The U.S. Insurance Institute for Highway Safety has released a report saying autonomous vehicles could likely only prevent a third of all U.S. road crashes, but couldn’t help those caused by mistakes that self-driving systems can’t handle any better than human drivers.
The institute analysed 5,000 U.S. crashes and concluded that AVs could likely only prevent those caused by driver perception errors and incapacitation. They sorted the crashes into five causal categories: sensing and perception; predicting; planning and deciding; execution and performance, and incapacitation errors. Then they filtered those through current and likely forthcoming self-driving technological capabilities, to find that AVs will be able to eliminate sensing and perception errors, or crashes that result from driver distraction, and autonomous technologies won’t be subject to incapacitation by intoxication, fatigue, or medical events.
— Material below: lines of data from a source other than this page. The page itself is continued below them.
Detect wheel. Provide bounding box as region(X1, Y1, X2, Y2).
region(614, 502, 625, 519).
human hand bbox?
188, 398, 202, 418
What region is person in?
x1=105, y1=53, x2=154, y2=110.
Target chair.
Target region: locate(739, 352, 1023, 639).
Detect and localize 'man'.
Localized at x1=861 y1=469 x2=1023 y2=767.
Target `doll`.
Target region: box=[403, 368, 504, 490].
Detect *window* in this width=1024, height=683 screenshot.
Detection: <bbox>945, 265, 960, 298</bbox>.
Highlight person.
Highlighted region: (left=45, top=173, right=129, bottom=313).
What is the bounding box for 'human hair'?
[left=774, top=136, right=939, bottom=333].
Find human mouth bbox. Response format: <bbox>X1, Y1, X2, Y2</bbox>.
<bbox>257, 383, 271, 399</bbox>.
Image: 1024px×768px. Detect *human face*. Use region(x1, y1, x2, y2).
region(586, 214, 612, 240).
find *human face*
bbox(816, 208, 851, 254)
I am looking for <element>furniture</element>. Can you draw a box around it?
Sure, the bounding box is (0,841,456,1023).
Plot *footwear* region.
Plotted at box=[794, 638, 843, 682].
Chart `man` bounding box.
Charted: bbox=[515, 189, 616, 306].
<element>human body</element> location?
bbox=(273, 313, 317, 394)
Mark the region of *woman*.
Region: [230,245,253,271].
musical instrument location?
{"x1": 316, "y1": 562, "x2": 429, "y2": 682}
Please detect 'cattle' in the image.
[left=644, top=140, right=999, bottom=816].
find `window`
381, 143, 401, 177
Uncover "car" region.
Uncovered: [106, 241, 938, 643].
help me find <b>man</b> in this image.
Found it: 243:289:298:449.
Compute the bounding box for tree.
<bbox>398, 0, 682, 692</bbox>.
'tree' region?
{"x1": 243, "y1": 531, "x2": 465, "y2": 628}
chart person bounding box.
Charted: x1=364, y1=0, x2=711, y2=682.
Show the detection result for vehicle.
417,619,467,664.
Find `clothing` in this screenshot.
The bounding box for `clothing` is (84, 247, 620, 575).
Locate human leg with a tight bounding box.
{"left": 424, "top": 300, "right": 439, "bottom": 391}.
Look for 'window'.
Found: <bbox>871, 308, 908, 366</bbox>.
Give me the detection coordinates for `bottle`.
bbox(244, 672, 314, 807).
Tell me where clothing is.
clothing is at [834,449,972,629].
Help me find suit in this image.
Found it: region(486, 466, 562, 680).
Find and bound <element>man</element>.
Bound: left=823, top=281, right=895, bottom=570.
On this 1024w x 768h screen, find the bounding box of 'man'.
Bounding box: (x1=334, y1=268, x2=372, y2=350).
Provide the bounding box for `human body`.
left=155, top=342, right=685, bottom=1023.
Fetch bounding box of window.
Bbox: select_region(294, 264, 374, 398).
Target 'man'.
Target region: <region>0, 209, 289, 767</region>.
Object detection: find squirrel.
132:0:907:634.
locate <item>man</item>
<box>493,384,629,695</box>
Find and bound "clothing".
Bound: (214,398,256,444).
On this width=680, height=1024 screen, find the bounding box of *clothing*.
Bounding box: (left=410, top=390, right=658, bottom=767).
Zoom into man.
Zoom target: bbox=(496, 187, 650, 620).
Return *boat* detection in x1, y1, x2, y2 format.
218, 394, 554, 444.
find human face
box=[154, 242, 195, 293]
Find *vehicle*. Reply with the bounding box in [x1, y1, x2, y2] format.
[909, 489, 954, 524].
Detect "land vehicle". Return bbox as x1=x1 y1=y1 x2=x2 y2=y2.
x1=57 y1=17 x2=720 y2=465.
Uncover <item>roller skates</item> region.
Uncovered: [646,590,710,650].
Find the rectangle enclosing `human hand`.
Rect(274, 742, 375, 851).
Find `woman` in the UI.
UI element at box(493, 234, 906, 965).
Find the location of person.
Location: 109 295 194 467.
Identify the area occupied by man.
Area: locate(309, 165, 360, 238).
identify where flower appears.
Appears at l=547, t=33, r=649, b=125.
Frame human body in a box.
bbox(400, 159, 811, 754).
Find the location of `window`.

Those two causal categories total up to 34% of crashes. The IIHS noted that automated systems will need to take road conditions and other driving strategies humans exhibit into account at all times. Any sort of misjudgment could end up as a planning or deciding type of crash if the self-driving car misjudges things.
Companies working on self-driving vehicles don’t agree; they say AVs can prevent many more crashes caused by a much wider range of factors, including more complex errors caused by drivers making inadequate or incorrect evasive manœuvres. Specifically, the Partners for Automated Vehicle Education, a consortium of AV tech companies, say self-driving cars could prevent 72% of crashes. And individual companies developing self-driving cars have called AV technology key to greatly reducing crashes.
The Self-Driving Coalition, an industry group that includes Waymo, Ford and Uber, says the IIHS has got it wrong: “Self-driving vehicle technology will help reduce the incidents of drunk driving (29% of all 2018 fatalities) and distracted driving (14% of all 2018 fatalities), and hold the potential to avoid problems that arise from fatigue, human error, speeding or other common causes of fatalities”.